The spiritual path is as real a path as any other. At the moment I am doing a one year team management and leadership programme with Landmark Education. What it is bringing up for me is the conflict between my identity with its ego that wants me to stay and play small and my possibilility or soul that is crying out for me to play big with the insights and experiences that I have. What I have seen is that because I am so aware of the narrowness of the spiritual path I have spent much of my time being wary of being big headed or getting ego inflated. Ego inflation sounds the death knell to the spiritual path. So my way of ensuring that this doesn't happen is to constantly make myself wrong thus sentencing myself to a life of suffering, and having no fun. Seeing this now is so ridiculous given what the fruits of the spiritual path provide;, making wrong and suffering is the complete opposite of what the path has to offer. I see my unconscious commitment to suffering as the way that my identity ensured that I do not live into the life that is possible when I don't suffer or make myself wrong.
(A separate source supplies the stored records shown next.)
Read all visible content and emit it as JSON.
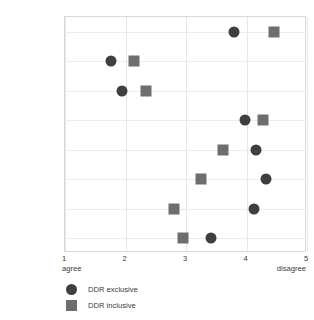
{
  "chart_data": {
    "type": "scatter",
    "title": "",
    "subtitle": "",
    "xlabel": "",
    "ylabel": "",
    "xlim": [
      1,
      5
    ],
    "xticks": [
      "1",
      "2",
      "3",
      "4",
      "5"
    ],
    "x_axis_low_label": "agree",
    "x_axis_high_label": "disagree",
    "grid": true,
    "legend_position": "below-left",
    "categories": [
      "Beneficial",
      "Free to take",
      "Using is\nnormal",
      "Cannabis\nlegalized",
      "Best is to stop",
      "Use leads to\naddiction",
      "Morally wrong",
      "Use is misuse"
    ],
    "series": [
      {
        "name": "DDR exclusive",
        "marker": "circle",
        "color": "#3f3f3f",
        "values": [
          3.8,
          1.76,
          1.94,
          3.98,
          4.16,
          4.32,
          4.12,
          3.41
        ]
      },
      {
        "name": "DDR inclusive",
        "marker": "square",
        "color": "#6e6e6e",
        "values": [
          4.46,
          2.14,
          2.34,
          4.27,
          3.61,
          3.25,
          2.8,
          2.95
        ]
      }
    ]
  }
}
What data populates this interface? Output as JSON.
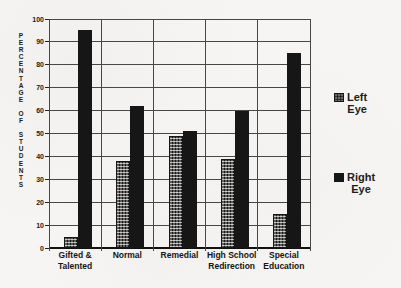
{
  "chart_data": {
    "type": "bar",
    "title": "",
    "categories": [
      "Gifted & Talented",
      "Normal",
      "Remedial",
      "High School Redirection",
      "Special Education"
    ],
    "category_label_lines": [
      [
        "Gifted &",
        "Talented"
      ],
      [
        "Normal"
      ],
      [
        "Remedial"
      ],
      [
        "High School",
        "Redirection"
      ],
      [
        "Special",
        "Education"
      ]
    ],
    "series": [
      {
        "name": "Left Eye",
        "style": "dotted",
        "values": [
          5,
          38,
          49,
          39,
          15
        ]
      },
      {
        "name": "Right Eye",
        "style": "solid",
        "values": [
          95,
          62,
          51,
          60,
          85
        ]
      }
    ],
    "xlabel": "",
    "ylabel": "PERCENTAGE OF STUDENTS",
    "ylim": [
      0,
      100
    ],
    "yticks": [
      0,
      10,
      20,
      30,
      40,
      50,
      60,
      70,
      80,
      90,
      100
    ],
    "grid": true,
    "legend_position": "right"
  },
  "legend": {
    "items": [
      {
        "line1": "Left",
        "line2": "Eye",
        "swatch": "dotted"
      },
      {
        "line1": "Right",
        "line2": "Eye",
        "swatch": "solid"
      }
    ]
  },
  "colors": {
    "bar_fill": "#161616",
    "background": "#f6f5f3",
    "grid_line": "#474747",
    "text": "#161616"
  }
}
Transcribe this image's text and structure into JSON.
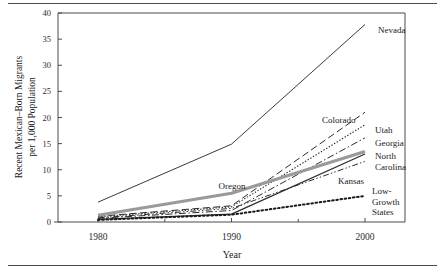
{
  "figure": {
    "has_top_rule": true,
    "has_bottom_rule": true,
    "frame_color": "#4a4a4a",
    "background": "#ffffff"
  },
  "chart_data": {
    "type": "line",
    "title": "",
    "xlabel": "Year",
    "ylabel_line1": "Recent Mexican–Born Migrants",
    "ylabel_line2": "per 1,000 Population",
    "x": [
      1980,
      1990,
      2000
    ],
    "xlim": [
      1977,
      2003
    ],
    "ylim": [
      0,
      40
    ],
    "xticks": [
      1980,
      1990,
      2000
    ],
    "xticklabels": [
      "1980",
      "1990",
      "2000"
    ],
    "xminorticks": [
      1985,
      1995
    ],
    "yticks": [
      0,
      5,
      10,
      15,
      20,
      25,
      30,
      35,
      40
    ],
    "yticklabels": [
      "0",
      "5",
      "10",
      "15",
      "20",
      "25",
      "30",
      "35",
      "40"
    ],
    "grid": false,
    "legend": "inline-labels-right",
    "series": [
      {
        "name": "Nevada",
        "values": [
          3.8,
          14.9,
          37.8
        ],
        "style": "solid",
        "color": "#3a3a3a",
        "width": 1.0,
        "label_x": 378,
        "label_y": 33,
        "label_anchor": "start"
      },
      {
        "name": "Colorado",
        "values": [
          1.1,
          3.1,
          21.0
        ],
        "style": "dashed",
        "color": "#2b2b2b",
        "width": 1.0,
        "label_x": 322,
        "label_y": 123,
        "label_anchor": "start"
      },
      {
        "name": "Utah",
        "values": [
          1.0,
          2.9,
          18.6
        ],
        "style": "fine-dotted",
        "color": "#2b2b2b",
        "width": 1.1,
        "label_x": 375,
        "label_y": 133,
        "label_anchor": "start"
      },
      {
        "name": "Georgia",
        "values": [
          0.7,
          2.2,
          16.1
        ],
        "style": "dash-dot",
        "color": "#2b2b2b",
        "width": 1.0,
        "label_x": 375,
        "label_y": 146,
        "label_anchor": "start"
      },
      {
        "name": "Oregon",
        "values": [
          1.3,
          5.5,
          13.5
        ],
        "style": "thick-gray",
        "color": "#9a9a9a",
        "width": 3.2,
        "label_x": 232,
        "label_y": 189,
        "label_anchor": "middle"
      },
      {
        "name": "North Carolina",
        "values": [
          0.5,
          1.5,
          13.0
        ],
        "style": "solid",
        "color": "#2b2b2b",
        "width": 1.2,
        "label_x": 375,
        "label_y": 159,
        "label_anchor": "start",
        "label_line2": "Carolina"
      },
      {
        "name": "Kansas",
        "values": [
          0.8,
          2.6,
          11.6
        ],
        "style": "dash-dot-dot",
        "color": "#2b2b2b",
        "width": 1.0,
        "label_x": 338,
        "label_y": 184,
        "label_anchor": "start"
      },
      {
        "name": "Low-Growth States",
        "values": [
          0.4,
          1.4,
          5.0
        ],
        "style": "bold-dotted",
        "color": "#1a1a1a",
        "width": 2.0,
        "label_x": 372,
        "label_y": 194,
        "label_anchor": "start",
        "label_line1": "Low-",
        "label_line2": "Growth",
        "label_line3": "States"
      }
    ]
  }
}
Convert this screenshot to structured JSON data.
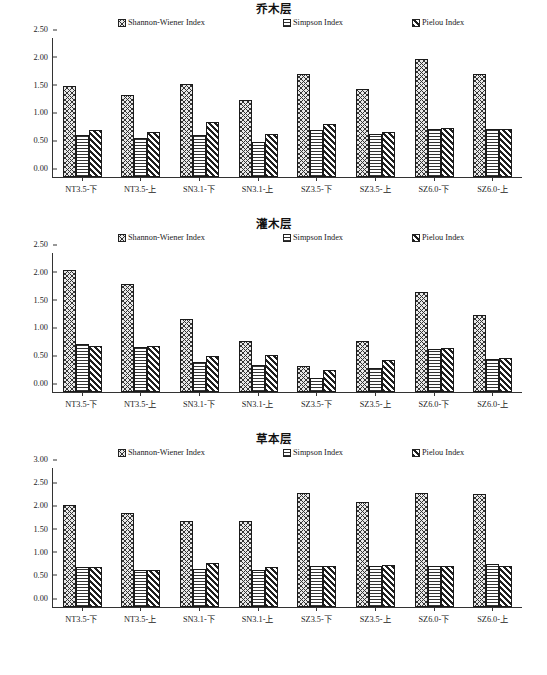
{
  "figure": {
    "categories": [
      "NT3.5-下",
      "NT3.5-上",
      "SN3.1-下",
      "SN3.1-上",
      "SZ3.5-下",
      "SZ3.5-上",
      "SZ6.0-下",
      "SZ6.0-上"
    ],
    "series_names": [
      "Shannon-Wiener Index",
      "Simpson Index",
      "Pielou Index"
    ]
  },
  "chart_data": [
    {
      "type": "bar",
      "title": "乔木层",
      "xlabel": "",
      "ylabel": "",
      "ylim": [
        0,
        2.5
      ],
      "yticks": [
        "0.00",
        "0.50",
        "1.00",
        "1.50",
        "2.00",
        "2.50"
      ],
      "ytick_values": [
        0.0,
        0.5,
        1.0,
        1.5,
        2.0,
        2.5
      ],
      "grid": false,
      "legend_position": "top",
      "categories": [
        "NT3.5-下",
        "NT3.5-上",
        "SN3.1-下",
        "SN3.1-上",
        "SZ3.5-下",
        "SZ3.5-上",
        "SZ6.0-下",
        "SZ6.0-上"
      ],
      "series": [
        {
          "name": "Shannon-Wiener Index",
          "pattern": "cross-hatch",
          "values": [
            1.64,
            1.47,
            1.67,
            1.39,
            1.85,
            1.59,
            2.13,
            1.85
          ]
        },
        {
          "name": "Simpson Index",
          "pattern": "horizontal-lines",
          "values": [
            0.75,
            0.71,
            0.76,
            0.63,
            0.85,
            0.78,
            0.87,
            0.87
          ]
        },
        {
          "name": "Pielou Index",
          "pattern": "diagonal-stripes",
          "values": [
            0.84,
            0.81,
            0.99,
            0.78,
            0.96,
            0.81,
            0.89,
            0.86
          ]
        }
      ]
    },
    {
      "type": "bar",
      "title": "灌木层",
      "xlabel": "",
      "ylabel": "",
      "ylim": [
        0,
        2.5
      ],
      "yticks": [
        "0.00",
        "0.50",
        "1.00",
        "1.50",
        "2.00",
        "2.50"
      ],
      "ytick_values": [
        0.0,
        0.5,
        1.0,
        1.5,
        2.0,
        2.5
      ],
      "grid": false,
      "legend_position": "top",
      "categories": [
        "NT3.5-下",
        "NT3.5-上",
        "SN3.1-下",
        "SN3.1-上",
        "SZ3.5-下",
        "SZ3.5-上",
        "SZ6.0-下",
        "SZ6.0-上"
      ],
      "series": [
        {
          "name": "Shannon-Wiener Index",
          "pattern": "cross-hatch",
          "values": [
            2.19,
            1.95,
            1.32,
            0.92,
            0.47,
            0.92,
            1.8,
            1.39
          ]
        },
        {
          "name": "Simpson Index",
          "pattern": "horizontal-lines",
          "values": [
            0.86,
            0.81,
            0.54,
            0.49,
            0.26,
            0.44,
            0.77,
            0.59
          ]
        },
        {
          "name": "Pielou Index",
          "pattern": "diagonal-stripes",
          "values": [
            0.83,
            0.82,
            0.65,
            0.67,
            0.4,
            0.57,
            0.79,
            0.62
          ]
        }
      ]
    },
    {
      "type": "bar",
      "title": "草本层",
      "xlabel": "",
      "ylabel": "",
      "ylim": [
        0,
        3.0
      ],
      "yticks": [
        "0.00",
        "0.50",
        "1.00",
        "1.50",
        "2.00",
        "2.50",
        "3.00"
      ],
      "ytick_values": [
        0.0,
        0.5,
        1.0,
        1.5,
        2.0,
        2.5,
        3.0
      ],
      "grid": false,
      "legend_position": "top",
      "categories": [
        "NT3.5-下",
        "NT3.5-上",
        "SN3.1-下",
        "SN3.1-上",
        "SZ3.5-下",
        "SZ3.5-上",
        "SZ6.0-下",
        "SZ6.0-上"
      ],
      "series": [
        {
          "name": "Shannon-Wiener Index",
          "pattern": "cross-hatch",
          "values": [
            2.21,
            2.02,
            1.85,
            1.86,
            2.47,
            2.26,
            2.47,
            2.43
          ]
        },
        {
          "name": "Simpson Index",
          "pattern": "horizontal-lines",
          "values": [
            0.87,
            0.8,
            0.83,
            0.79,
            0.88,
            0.88,
            0.88,
            0.92
          ]
        },
        {
          "name": "Pielou Index",
          "pattern": "diagonal-stripes",
          "values": [
            0.87,
            0.8,
            0.94,
            0.86,
            0.89,
            0.9,
            0.89,
            0.88
          ]
        }
      ]
    }
  ]
}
The further along the spiritual path the consciousness travels the more subtle are the ways that the identity sabotages it. The spiritual is a game for the Truth...
I consider humility to be the most important quality on the spiritual path. It acts as a protection against ego inflation. However what I had been doing is making myself wrong in order to ensure I remained humble!..duh... and this just just doesn't work. So through this blog I am declaring that my new possibility for myself from here on is the 'possibility of being humble without making wrong'. In this way I can honour and acknowledge myself and not fear that it will result in ego inflation. I am using this year as the training that I would get from a Guru or spiritual master if I had one. The team programme with Landmark is not a spiritual programme but is about becoming a master in certain communication distinctions which are given when one takes on the training involved in the communication curriculum. What it is showing up very intensely and directly for me is the permanent conflict between my identity and my soul.
My identity has been resisting creating possibility because each time a possibility is generated and put into action the identity gets that little bit weaker. What I have seen is that my resistance to creating possibility (a way of being) reflects the commitment of my identity to keep my consciousness in a state of suffering and make wrong. This is a safe place for the identity. I used to vaguely wonder why every time the concept of possibility came up that I would experience an irritation perhaps this explains it......
So thank you for the comment on Mother Meera that has prompted me to return to this blog. Thank you also to those loyal readers who have returned to read different postings. May this writing which is from me but not of me touch, move and inspire all who read it to take the spiritual path on with reverence and earnest, with the faith that the state that mystics and saints have written about through the ages is as real now as it was then.